Dupuis points to Female artist, Jessica Whitbread, who injects her work around HIV with a potent, activist bent. Her ongoing social art project Love Positive Women, is a project built on social media to create a digital space for people loving and caring for women living with HIV.

Whitbread’s projects are frequently tinged with humour. No Pants No Problem, takes a joyous approach to sexuality—“a combination curatorial project and underwear dance party.”

Toronto-based, HIV-positive performance and video artist (and queer community health activist) Mikiki, daringly snubs the western canon of artmaking altogether––not unlike Bacon and Hockney did decades earlier.

In the current pozcast episode on this site, Mikiki discusses how HIV art activism has evolved from the 80’s and 90’s to today. “A lot of us [artists] don't have to worry about death—the immediacy of death.”

...looking through my rose-colored glasses… I'm literally coloring my vision with HIV.

This freedom, Mikiki explains, helps drive his HIV-specific, or related artwork and ideas––effectually exposing that double-whammy stigma fueled still by prejudiced perceptions of reckless sex and injection drug use.

This art is nurturing a new community value, says Mikiki, centred around the belief that HIV-positive gay men are responsible people, regardless of their decisions about sexual health, drug use, etc. "We're allowed to believe that we’re inherently responsible, because we prove it to ourselves when getting an HIV test... even though we might be scared of it.”

We’re creating a new community value around believing that HIV-positive gay men, are responsible people….

Equal parts irreverent, ingenious and outrageous, Mikiki’s performances cut through.

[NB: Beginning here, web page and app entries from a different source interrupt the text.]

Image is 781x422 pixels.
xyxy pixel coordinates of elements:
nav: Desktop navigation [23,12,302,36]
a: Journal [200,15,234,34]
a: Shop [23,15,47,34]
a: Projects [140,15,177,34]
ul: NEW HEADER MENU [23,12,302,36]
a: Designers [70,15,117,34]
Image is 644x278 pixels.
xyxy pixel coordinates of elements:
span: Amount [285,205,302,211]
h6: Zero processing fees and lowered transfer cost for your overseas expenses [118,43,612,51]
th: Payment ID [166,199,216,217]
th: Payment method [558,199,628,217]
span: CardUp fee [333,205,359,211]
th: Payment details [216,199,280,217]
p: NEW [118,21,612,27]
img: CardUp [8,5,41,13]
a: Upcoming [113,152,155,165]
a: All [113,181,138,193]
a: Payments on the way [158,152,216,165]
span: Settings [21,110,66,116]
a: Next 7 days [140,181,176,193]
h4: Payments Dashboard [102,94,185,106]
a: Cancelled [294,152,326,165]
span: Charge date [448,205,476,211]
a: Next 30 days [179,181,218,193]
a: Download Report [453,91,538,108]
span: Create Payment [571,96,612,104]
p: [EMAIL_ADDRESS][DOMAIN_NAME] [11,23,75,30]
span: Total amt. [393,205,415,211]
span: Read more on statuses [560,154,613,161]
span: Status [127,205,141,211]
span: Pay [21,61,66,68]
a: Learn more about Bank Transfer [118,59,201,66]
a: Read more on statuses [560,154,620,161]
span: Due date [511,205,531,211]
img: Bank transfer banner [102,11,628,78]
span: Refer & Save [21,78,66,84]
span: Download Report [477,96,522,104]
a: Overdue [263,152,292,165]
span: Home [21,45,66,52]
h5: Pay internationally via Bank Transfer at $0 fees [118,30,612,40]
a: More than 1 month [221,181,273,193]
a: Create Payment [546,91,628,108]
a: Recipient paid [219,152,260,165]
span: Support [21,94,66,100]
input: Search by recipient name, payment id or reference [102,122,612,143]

They might include his drawing his own blood and spraying it in his eyes. Or blend the gay cult of The Golden Girls and comfort food with uncomfortable conversations on contemporary queer life in his critically acclaimed, Rose Beef drag show.

MIKIKI, Rose Beef Sermon

Yet Mikiki isn’t making art exclusively for the audience. “I’m really doing it for me, looking through my rose-colored glasses… I'm literally coloring my vision with HIV,” he says.

I hear echoes of Francis Bacon, who generations earlier wrote, “I’m not trying to say anything in particular in my work. I’m simply attempting to convey my sensations about existence at the deepest level I can.”

Fortunately, though, Mikiki purposefully further tints his activist lens with optimism and hope. “I have never subscribed to the idea that artists need to be in pain to make meaningful or beautiful work," Mikiki makes clear. "There's enough fucking pain out in the world that I can just take a handful of that and throw it into my practice.”

Contributing writer Ted Geatros is a partner at boutique brand experience agency, ConsumptionCo.